New!Stay informed with our freeemail newsletter.
advertisement
Science News
from research organizations

Earthquake-like brain-wave bursts found to be essential for healthy sleep

Findings link healthy sleep to brain-wave bursts that mathematically mimic earthquakes

Date:
November 14, 2019
Source:
PLOS
Summary:
New research in rats shows that cortical arousals and brief awakenings during sleep exhibit non-equilibrium dynamics and complex organization across time scales necessary for spontaneous sleep-stage transitions and for maintaining healthy sleep.
Share:
advertisement

FULL STORY

New research in rats shows that cortical arousals and brief awakenings during sleep exhibit non-equilibrium dynamics and complex organization across time scales necessary for spontaneous sleep-stage transitions and for maintaining healthy sleep. Prof. Plamen Ch. Ivanov of Boston University and colleagues present these findings inPLOS Computational Biology.

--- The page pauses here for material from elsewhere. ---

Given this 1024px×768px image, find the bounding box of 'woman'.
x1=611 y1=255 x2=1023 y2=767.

Sleep is traditionally considered to be a homeostatic process that resists deviation from equilibrium. In that regard, brief episodes of waking are viewed as perturbations that lead to sleep fragmentation and related sleep disorders. While addressing aspects of sleep regulation related to consolidated sleep and wake and the sleep-wake cycle, the homeostatic paradigm does not account for the dozens of abrupt sleep-stage transitions and micro-states within sleep stages throughout the night. Ivanov and colleagues hypothesized that, while sleep is indeed homeostatic at time scales of hours and days, non-equilibrium dynamics and criticality underlie sleep micro-architecture at shorter time scales.

To test this hypothesis, the researchers collected electroencephalogram (EEG) recordings of brain activity over multiple days in normal rats and in rats with injuries to the parafacial zone, a brain region that helps regulate sleep. They analyzed the bursting dynamics of brain activity patterns known as theta waves and delta waves, which are seen in both sleeping rats and humans.

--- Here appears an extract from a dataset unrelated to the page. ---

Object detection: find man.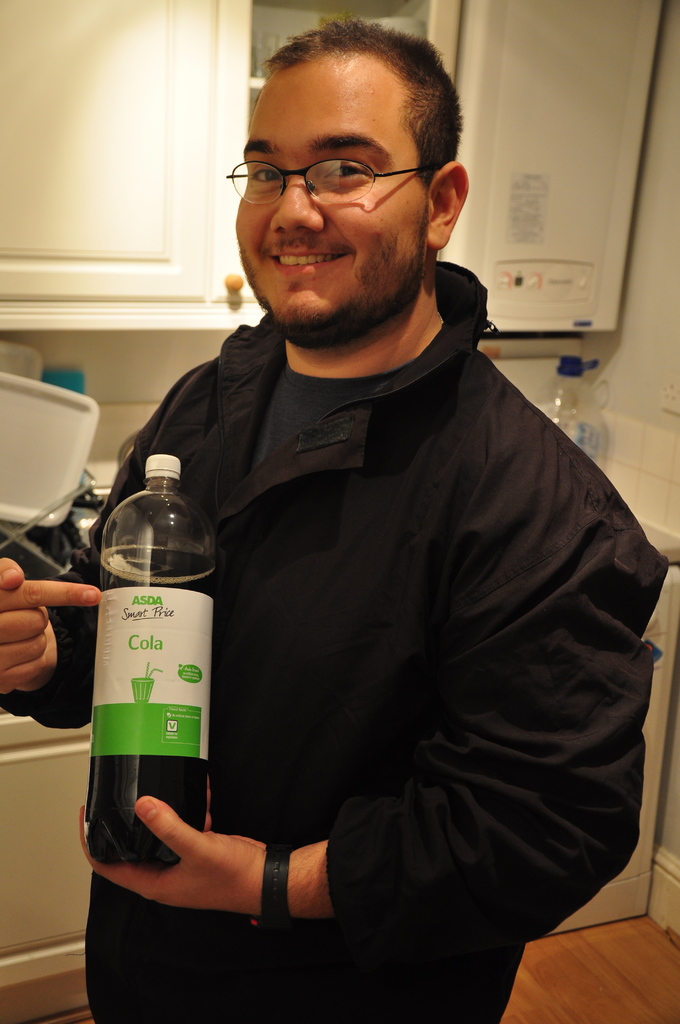
left=100, top=42, right=658, bottom=997.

Their empirical findings and modeling indicate that arousals from sleep are a manifestation of an intrinsic non-equilibrium sleep regulatory mechanism related to self-organization of neuronal assemblies. This mechanism acts at time scales of seconds and minutes and stays on track via continuous bursts in brain wave rhythms.

研究还表明,保持non-equilibrium critical state is essential for the sleep-regulation system's flexibility to spontaneously activate multiple transitions between different sleep stages and between sleep and brief wakefulness throughout the sleep period. Such critical state is also necessary for the complex sleep micro-architecture that is increasingly recognized to be characteristic of healthy sleep. The observed critical behavior in sleep draws parallels to other non-equilibrium systems at criticality, such as earthquakes.

"Paradoxically, we find that the 'resting' state of healthy sleep is maintained through bursts in cortical rhythm activity that obey similar temporal organization, statistics, and mathematical laws as earthquakes," Ivanov says. "Our findings serve as building blocks to better understand sleep, and could help improve detection and treatment of sleep disorders."

advertisement

Story Source:

Materials provided byPLOS.注意:内容可能被编辑风格d length.


Journal Reference:

  1. Jilin W. J. L. Wang, Fabrizio Lombardi, Xiyun Zhang, Christelle Anaclet, Plamen Ch. Ivanov.Non-equilibrium critical dynamics of bursts in θ and δ rhythms as fundamental characteristic of sleep and wake micro-architecture.PLOS Computational Biology, 2019; 15 (11): e1007268 DOI:10.1371/journal.pcbi.1007268

Cite This Page:

PLOS. "Earthquake-like brain-wave bursts found to be essential for healthy sleep." ScienceDaily. ScienceDaily, 14 November 2019. /releases/2019/11/191114141237.htm>.
PLOS. (2019, November 14). Earthquake-like brain-wave bursts found to be essential for healthy sleep.ScienceDaily. Retrieved October 11, 2023 from www.koonmotors.com/releases/2019/11/191114141237.htm
PLOS. "Earthquake-like brain-wave bursts found to be essential for healthy sleep." ScienceDaily. www.koonmotors.com/releases/2019/11/191114141237.htm (accessed October 11, 2023).